Sunday, August 24, 2014

"It Is Not So Much the Search As the Seekers Who Are Its Interest"

In this one A. E. W. Mason seems to be trying to straddle the divide that separates mystery from mainstream fiction.

THE SAPPHIRE.
By A. E. W. Mason (1865-1948). 
Hodder & Stoughton.
1933. 320 pages. 7s. 6d.
When Martin Legatt decides to take a holiday on an old Irrawaddy steamer captained by the shadowy Michael Crowther, it's not long before the Captain confides in his young passenger. From his small talk an incredible story emerges involving a silk bag of wonders containing a host of treasures. There is a filigree bracelet, a silver necklet, nadoungs of gold and a jade pendant. But what startles Legatt is the appearance of an incredible jewel the colour of tropical seas.
Legatt becomes horrified when he finds out that the sapphire belongs to Captain Crowther's Burmese wife, Ma Shwe At, and that the Captain has stolen the gem. The challenge is set to return the gemstone to its rightful owner. What ensues is a fraught quest full of twists, turns and high jinx that sends the reader on a roller-coaster ride through the Burmese jungle. — House of Stratus description
The work of Mr. A. E. W. Mason is never derivative. Having said that one can, without risk of misunderstanding, say of his latest story, 'The Sapphire,' that it is like some cordial compounded with skill and betraying a touch of Conrad, a touch of the Wallace who used to write of the jungle, a smack of Dornford Yates and a reminiscence of the early Kipling who wrote 'Letters of Marque.'
The body of the liquor is Mason, but these other flavours are there. The tale concerns a sapphire which was given to Captain Michael Crowther by the Burmese wife he was deserting. For a chapter or two it seems that Crowther is to rival the hero of 'The Moon and Sixpence' in selfishness-with-a-purpose, but he changes.

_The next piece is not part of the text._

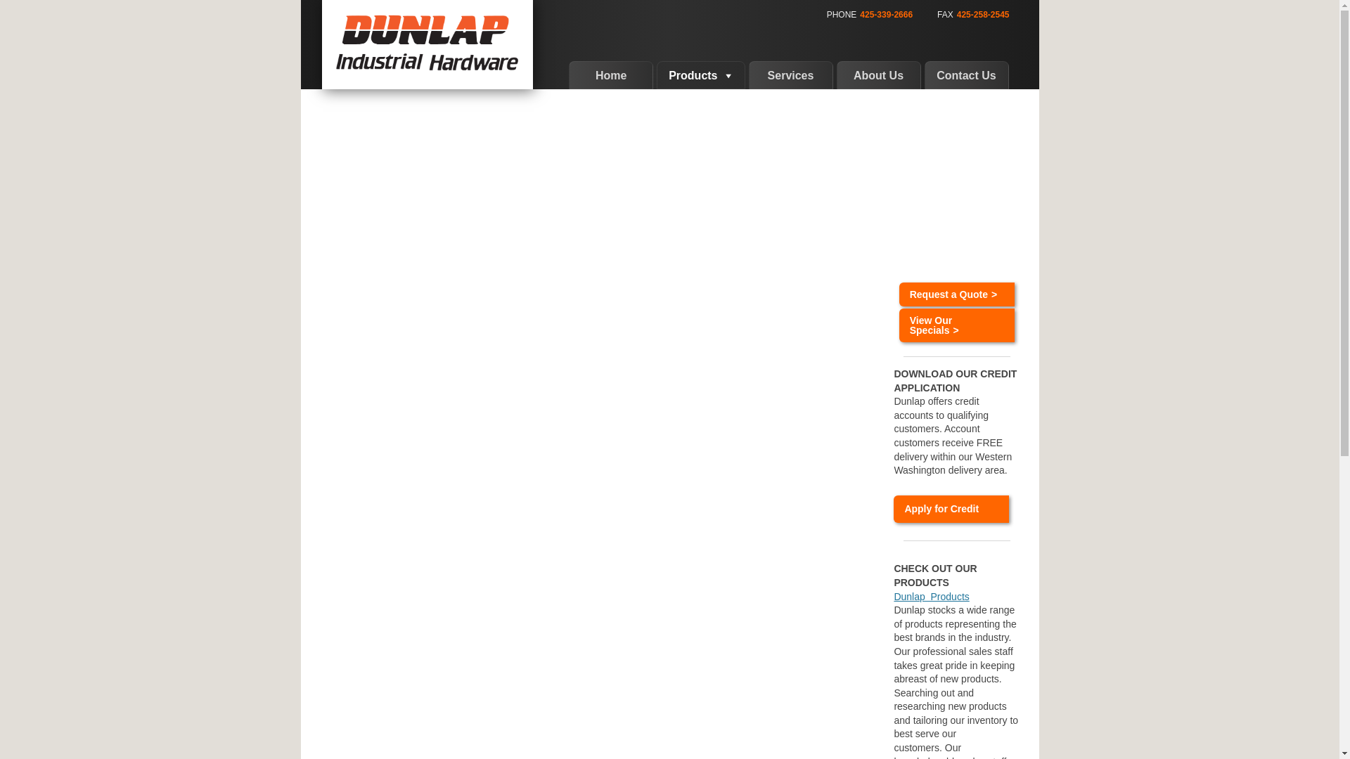  What do you see at coordinates (427, 45) in the screenshot?
I see `Dunlap Industrial` at bounding box center [427, 45].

Having deserted his Burmese wife and child, he returns to find them again. They are alive, but out of his reach. He becomes a Buddhist monk, and the sapphire, with certain other ornaments, adorn a temple, from whence they are stolen by two escaped convicts in monkish masquerade.

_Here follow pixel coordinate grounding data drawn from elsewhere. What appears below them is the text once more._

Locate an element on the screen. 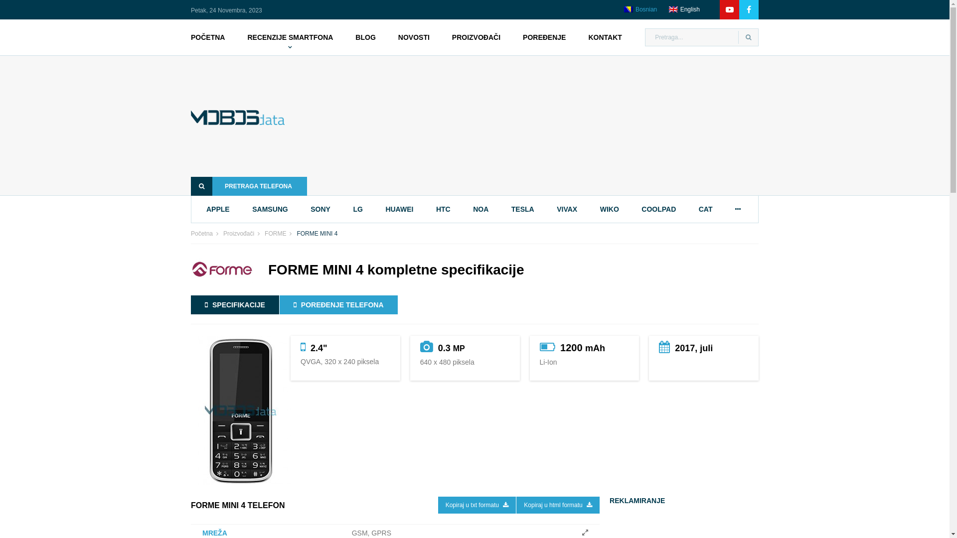  PRETRAGA TELEFONA is located at coordinates (249, 186).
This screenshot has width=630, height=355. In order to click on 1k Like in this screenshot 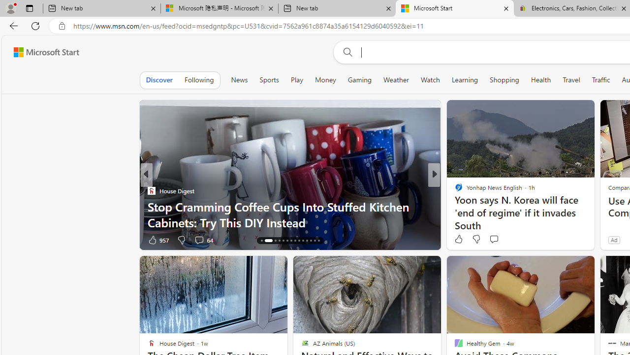, I will do `click(460, 239)`.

It is the search for the stolen stone which is the thread of the story, but it is not so much the search as the seekers who are its interest. The tale is told in the first person by the narrator, Legatt, and carries a conviction that is necessary to justify some of the coincidences whereby the narrator twice and thrice encounters Crowther and is twice concerned with the sapphire, which is more than once stolen.
The pace of the story is free from that crowded hustle which mars many modern mystery and adventure tales, and whether the scene is in Burma or in London, the psychological atmosphere of its main protagonists is maintained with all Mr. Mason's habitual skill.
Michael Crowther is an unusual character, and his transition from the old personality to the new gives him a complexity during the search for the jewel which adds an interest to the tale by no means dependent upon the excitements of the chase. — C. B., "An Original Jewel Robbery," THE BOOKMAN [U.K.] (March 1933)
Resource:
- Mason was responsible for At the Villa Rose (1910), upon which ONTOS recently touched HERE.